Space partitioning (tiles)

To manage the changes of the AOI we need a unit to describe parts of the environment leaving the AOI and parts entering the AOI. We need to partition the global scope into predictable chunks. For this a grid of tiles is used. This grid covers the entire planet. For every location on the planet it is possible to calculate the tile containing that location with a simple formula.

Level of detail (quad-tree)

LOD using a quad-tree partitioning scheme.

An AOI and tile-grid alone is not enough. We want to zoom-in to street level but also zoom-out and watch from orbit. There is no one tile size for the grid that will fit both extremes and makes the scope manageable. We need a way to describe a “Level Of Detail” (LOD).

Instead of using one uniform grid for the entire planet, we will partition the planet surface area using a quad-tree. Starting with one tile describing the entire globe (lowest LOD 1). Then dividing this tile into 4 equal tiles (LOD 2). Every LOD2 tile can also be subdivided into 4 tiles, etc. This can be repeated until the required detail level is reached.

The first 4 LOD levels of the global quad-tree. A tile on each level covering a smaller area but in greater detail.

Controlling streaming

The next step is to prepare all the information needed to simulate and render the game world and distribute it over the tiles. The global tile will contain information about the entire world, but very very coarse. The next level contains tiles that span a quarter of the world, smaller and more detailed.
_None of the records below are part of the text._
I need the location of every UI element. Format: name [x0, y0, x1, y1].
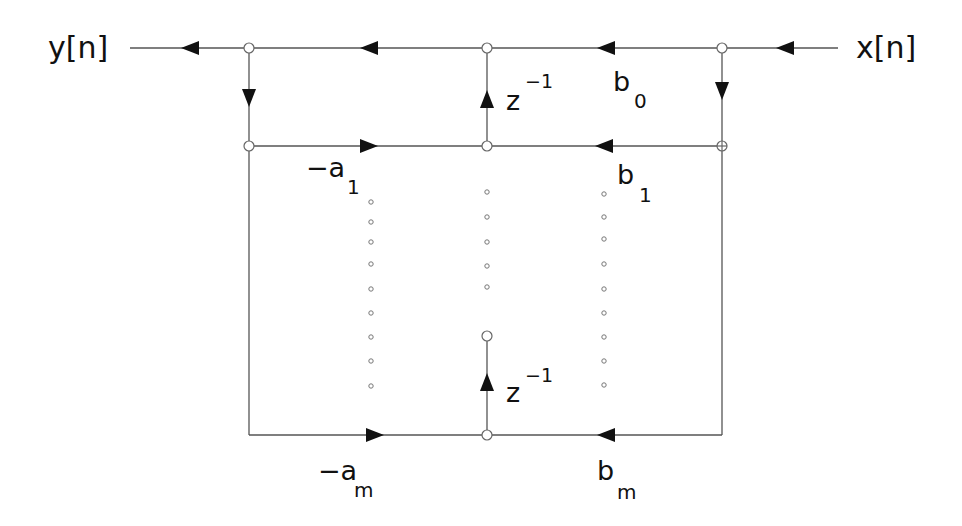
input-label: x[n] — [856, 30, 916, 65]
node-delay-m — [482, 430, 492, 440]
arrow-right-icon — [360, 139, 378, 153]
arrow-left-icon — [597, 41, 615, 55]
node-delay-m-top — [482, 331, 492, 341]
node-top-middle — [482, 43, 492, 53]
coef-b1-label: b — [617, 159, 634, 190]
arrow-down-icon — [242, 89, 256, 107]
node-input — [717, 43, 727, 53]
arrow-right-icon — [366, 428, 384, 442]
coef-a1-label: −a — [306, 152, 345, 183]
node-output — [244, 43, 254, 53]
ellipsis-delay-chain — [485, 190, 489, 289]
node-right-sum — [717, 141, 727, 151]
arrow-up-icon — [480, 90, 494, 108]
delay-m-exponent: −1 — [525, 364, 553, 386]
coef-b1-sub: 1 — [639, 183, 652, 207]
delay-m-label: z — [506, 377, 520, 408]
coef-a1-sub: 1 — [347, 175, 360, 199]
arrow-left-icon — [181, 41, 199, 55]
arrow-down-icon — [715, 82, 729, 100]
arrow-up-icon — [480, 373, 494, 391]
node-delay-1 — [482, 141, 492, 151]
coef-am-label: −a — [318, 455, 357, 486]
arrow-left-icon — [597, 428, 615, 442]
signal-flow-diagram: y[n] x[n] z −1 z −1 b 0 −a 1 b 1 −a m b … — [0, 0, 962, 526]
arrow-left-icon — [360, 41, 378, 55]
delay-1-exponent: −1 — [525, 70, 553, 92]
delay-1-label: z — [506, 85, 520, 116]
ellipsis-feedback-a — [369, 200, 373, 388]
coef-bm-sub: m — [617, 480, 636, 504]
coef-b0-sub: 0 — [634, 89, 647, 113]
arrow-left-icon — [776, 41, 794, 55]
coef-bm-label: b — [597, 455, 614, 486]
arrow-left-icon — [595, 139, 613, 153]
node-left-sum — [244, 141, 254, 151]
coef-b0-label: b — [613, 66, 630, 97]
coef-am-sub: m — [354, 478, 373, 502]
output-label: y[n] — [48, 30, 108, 65]
ellipsis-feedforward-b — [602, 192, 606, 387]
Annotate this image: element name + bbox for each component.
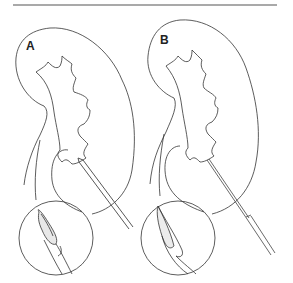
panel-a-kidney (16, 28, 135, 214)
panel-b-kidney (148, 20, 259, 214)
panel-a-needle (78, 158, 133, 229)
panel-b-inset (141, 201, 215, 275)
panel-b-label: B (160, 33, 169, 47)
panel-b-needle (207, 159, 275, 255)
panel-a-inset (19, 201, 93, 275)
figure-canvas (0, 0, 293, 283)
panel-a-label: A (26, 39, 35, 53)
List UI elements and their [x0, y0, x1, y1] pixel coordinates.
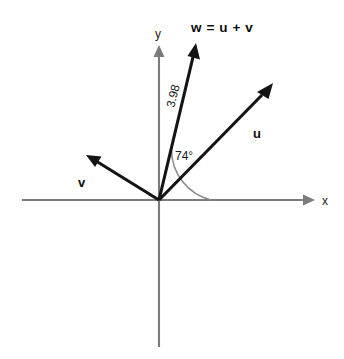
x-axis — [22, 195, 315, 206]
y-axis-label: y — [155, 27, 161, 41]
vector-diagram-canvas: x y 74° v u 3.98 w = u + v — [0, 0, 344, 359]
x-axis-label: x — [322, 194, 328, 208]
y-axis-arrowhead-icon — [154, 45, 165, 57]
x-axis-arrowhead-icon — [303, 195, 315, 206]
vector-v-arrowhead-icon — [86, 155, 102, 167]
vector-w-magnitude-label: 3.98 — [164, 83, 183, 109]
vector-v-shaft — [96, 161, 159, 200]
axes-group: x y — [22, 27, 328, 347]
vector-u-shaft — [159, 95, 262, 200]
vector-sum-label: w = u + v — [190, 20, 253, 35]
angle-arc-group: 74° — [172, 149, 212, 200]
vector-v-label: v — [78, 175, 86, 190]
vector-w-arrowhead-icon — [188, 43, 201, 60]
vector-w-shaft — [159, 57, 193, 200]
vector-diagram-figure: x y 74° v u 3.98 w = u + v — [0, 0, 344, 359]
vector-u-label: u — [253, 126, 261, 141]
angle-label: 74° — [175, 149, 193, 163]
vector-v-group: v — [78, 155, 159, 200]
Subdivision is continued until, for example, level 20 where a tile covers only 25×25 meters but in much more detail.

For our streaming solution to work it is very important to make sure that the amount of effort to process a tile is the same for every tile, regardless of its location and LOD. This is the sacred rule for all processing!
It guarantees the streaming is smooth which makes the game-play and rendering smooth.

Conclusion

Why not use one of the existing game engines? High quality engines have become available with attractive licenses.

All engines make assumptions about their use, the kind of games a developer wants to create and how. And that’s fine. Actually, that is the added value of an engine. Functionality shared between different developments so your project can benefit. However, if your requirements differ too much from the assumptions made by the engine, your development will not be helped but be handicapped. We concluded this was the case for MilOps.